I think the reason you haven't seen this in the past is that it violates Craig's list terms of use, #7u.

It states:
"Additionally, you agree not to:...
u) use automated means, including spiders, robots, crawlers, data mining
tools, or the like to download data from the Service - unless expressly
permitted by craigslist;"

I don't know how often they watch this, but just thought I should mention it.

Posted by: Jared K. at June 27, 2008 9:40 AM

Ah, I knew that small print was in their TOS somewhere or other. Of course, if they *had* a search monitoring service it wouldn't be necessary for a third party to offer it. A surprising absence in my opinion. I mean, it *is* the 21st century, right? :-)
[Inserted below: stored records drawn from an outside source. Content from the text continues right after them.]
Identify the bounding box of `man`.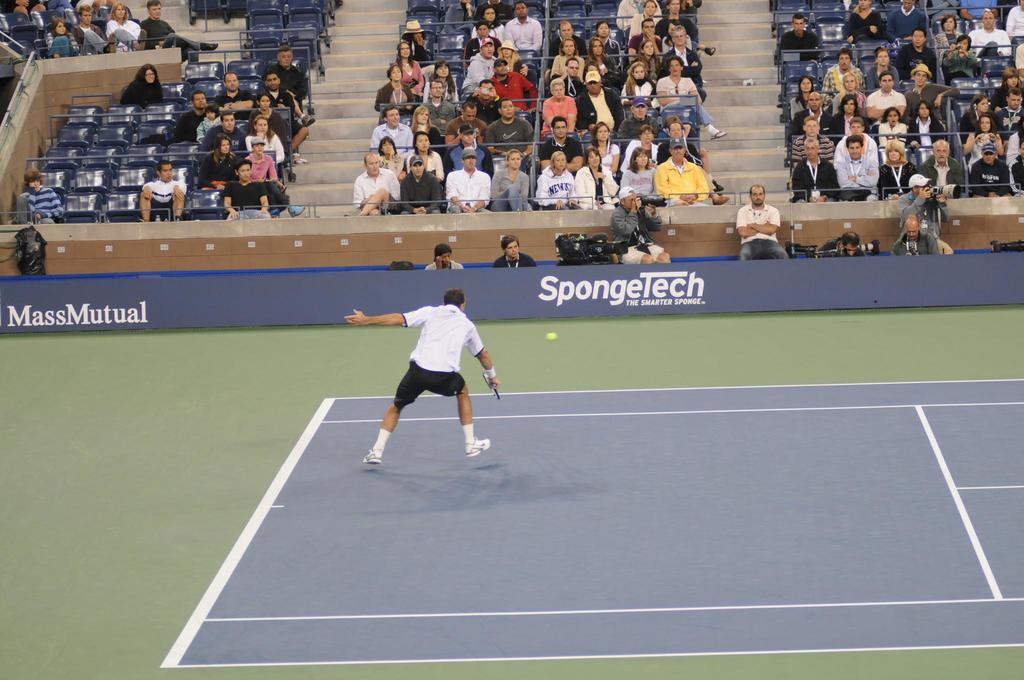
left=396, top=150, right=442, bottom=213.
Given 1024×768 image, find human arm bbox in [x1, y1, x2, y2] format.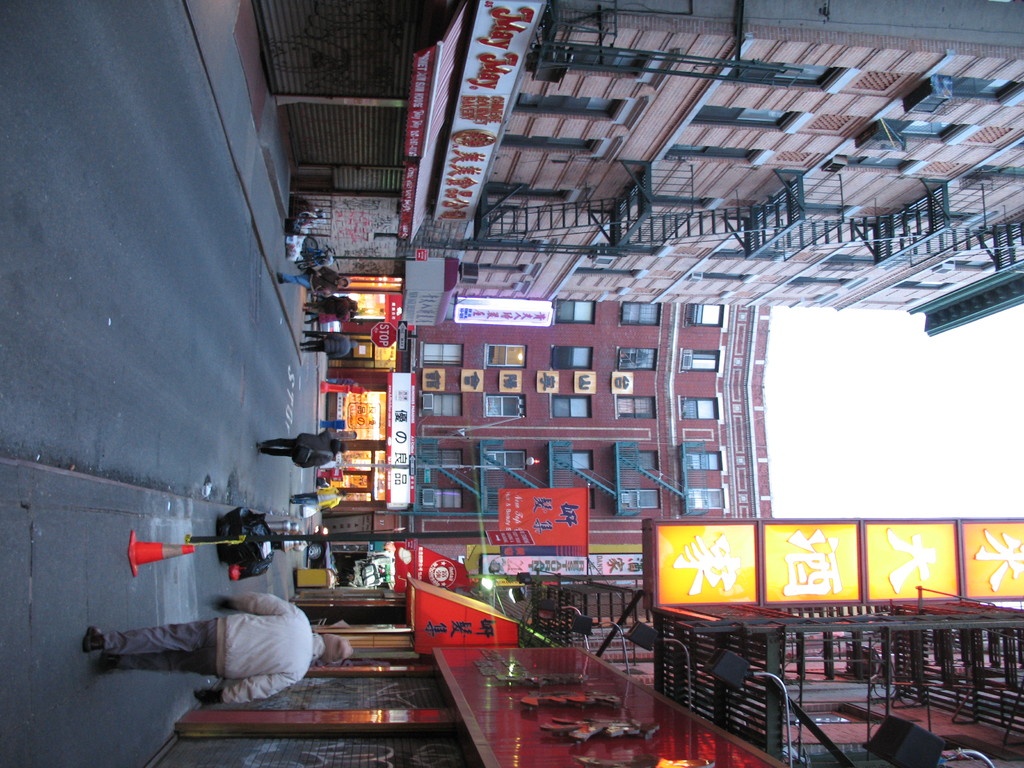
[331, 296, 338, 303].
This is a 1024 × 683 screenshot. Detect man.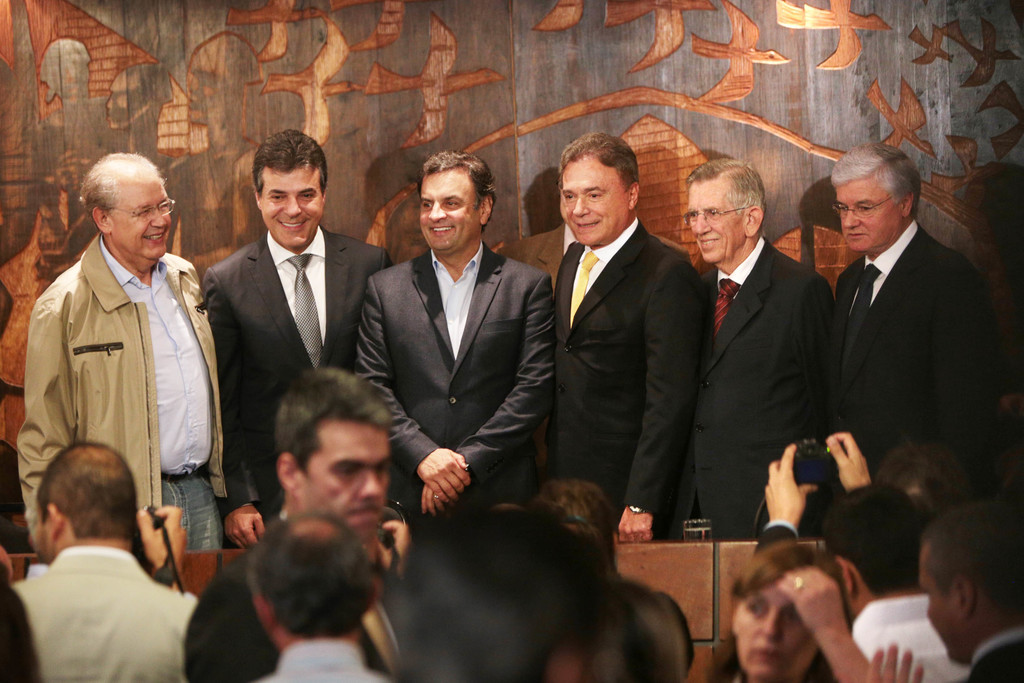
{"left": 822, "top": 144, "right": 988, "bottom": 471}.
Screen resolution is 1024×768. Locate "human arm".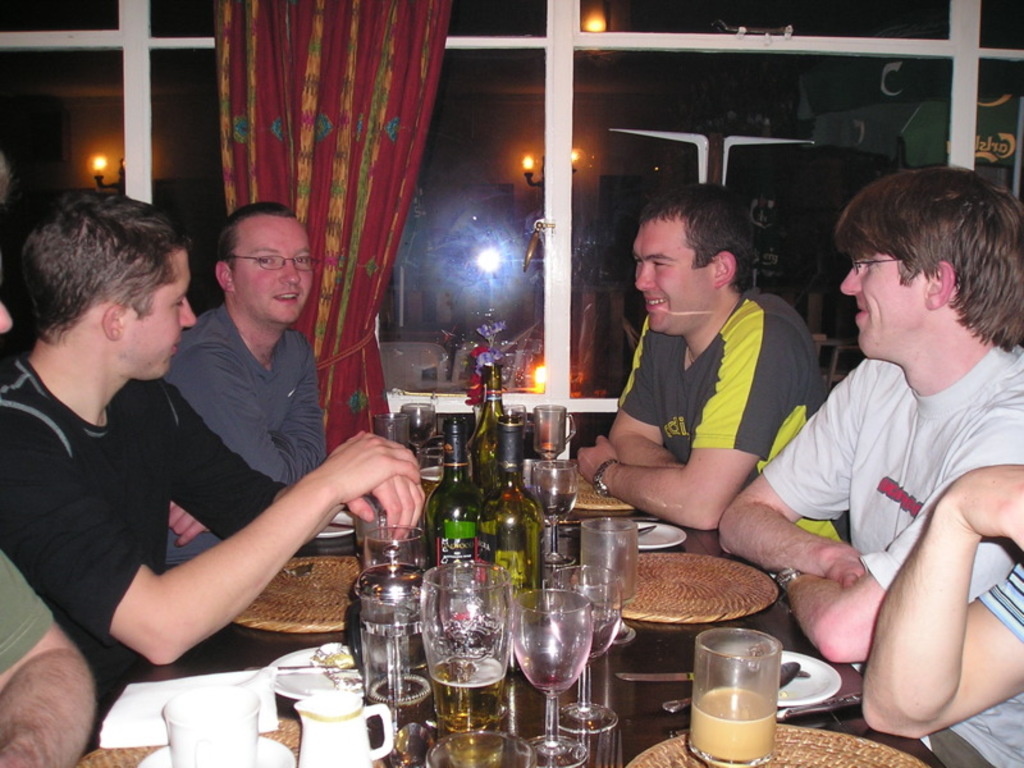
crop(163, 334, 326, 553).
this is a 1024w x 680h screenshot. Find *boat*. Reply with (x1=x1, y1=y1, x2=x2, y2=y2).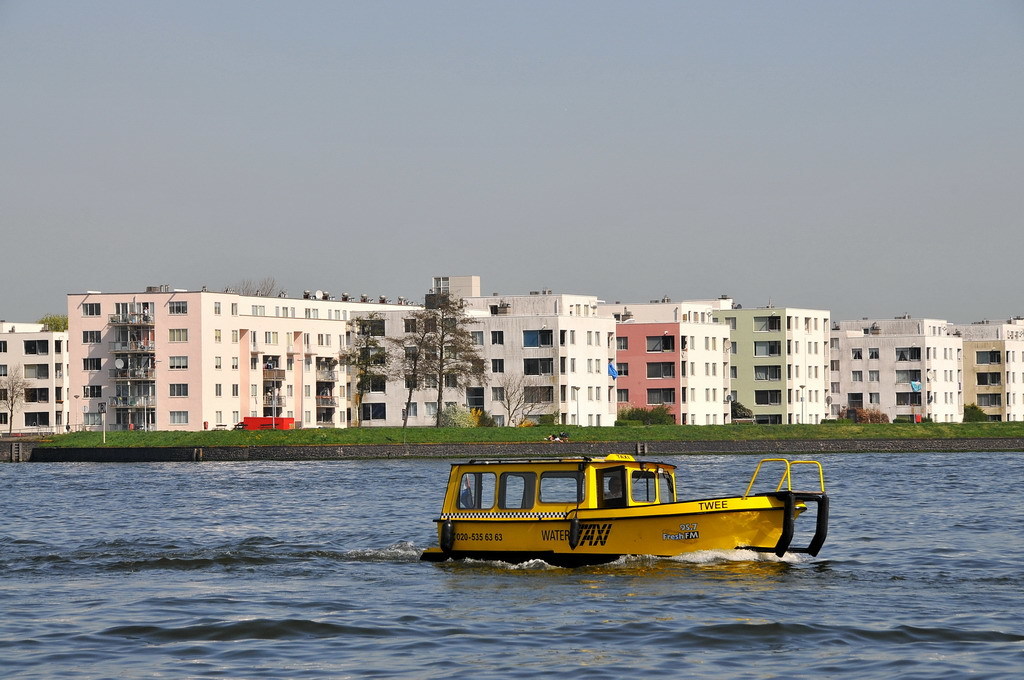
(x1=425, y1=437, x2=845, y2=573).
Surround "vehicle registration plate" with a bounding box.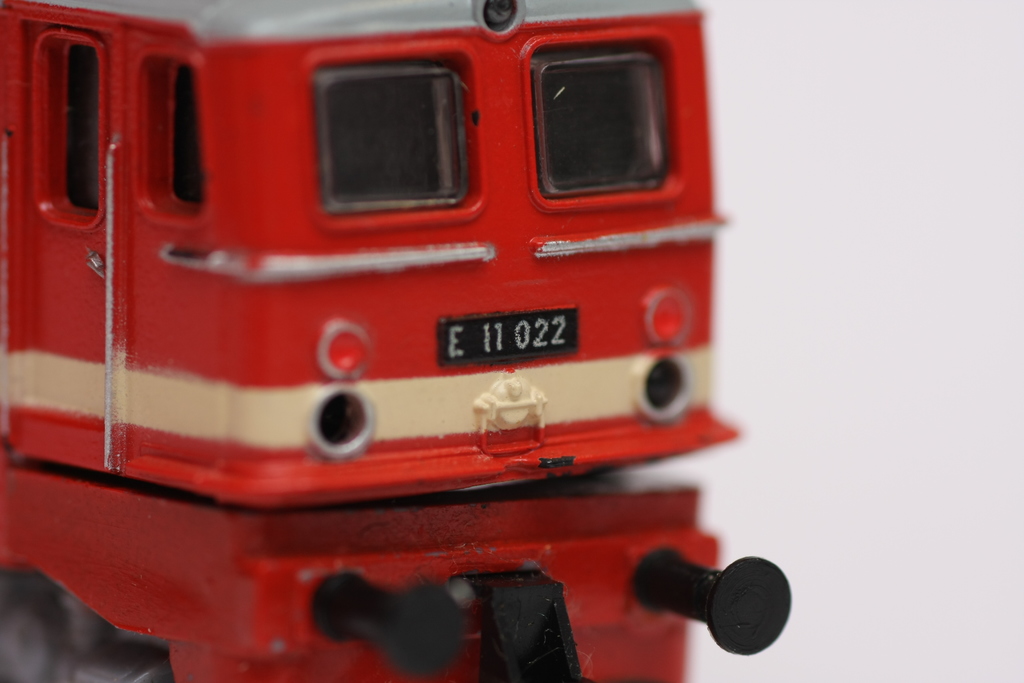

Posted by: Dave Taylor at June 27, 2008 10:46 AM

Craigslist does support RSS feeds from searches. You can search for an item and then subscribe to that as a feed. I use it everyday with Bloglines.

Posted by: bg at June 27, 2008 10:54 AM

I read your excellent article at about error handling and stdout / stderr redirection. I have a script in which I want to analyze the error message. I noticed that my script finishes before it writes the error. Is the error message in an accessible variable and if not, how can I redirect the error message directly to a variable without going through a file?

Posted by: Ric Turley at July 8, 2008 12:28 PM

I have a lot to say, but ...
Starbucks coffee cup I have a lot to say, and questions of my own for that matter, but most of all I'd like to say thank you for all your efforts on this Web site by buying you a chai!

I do have a comment, now that you mention it!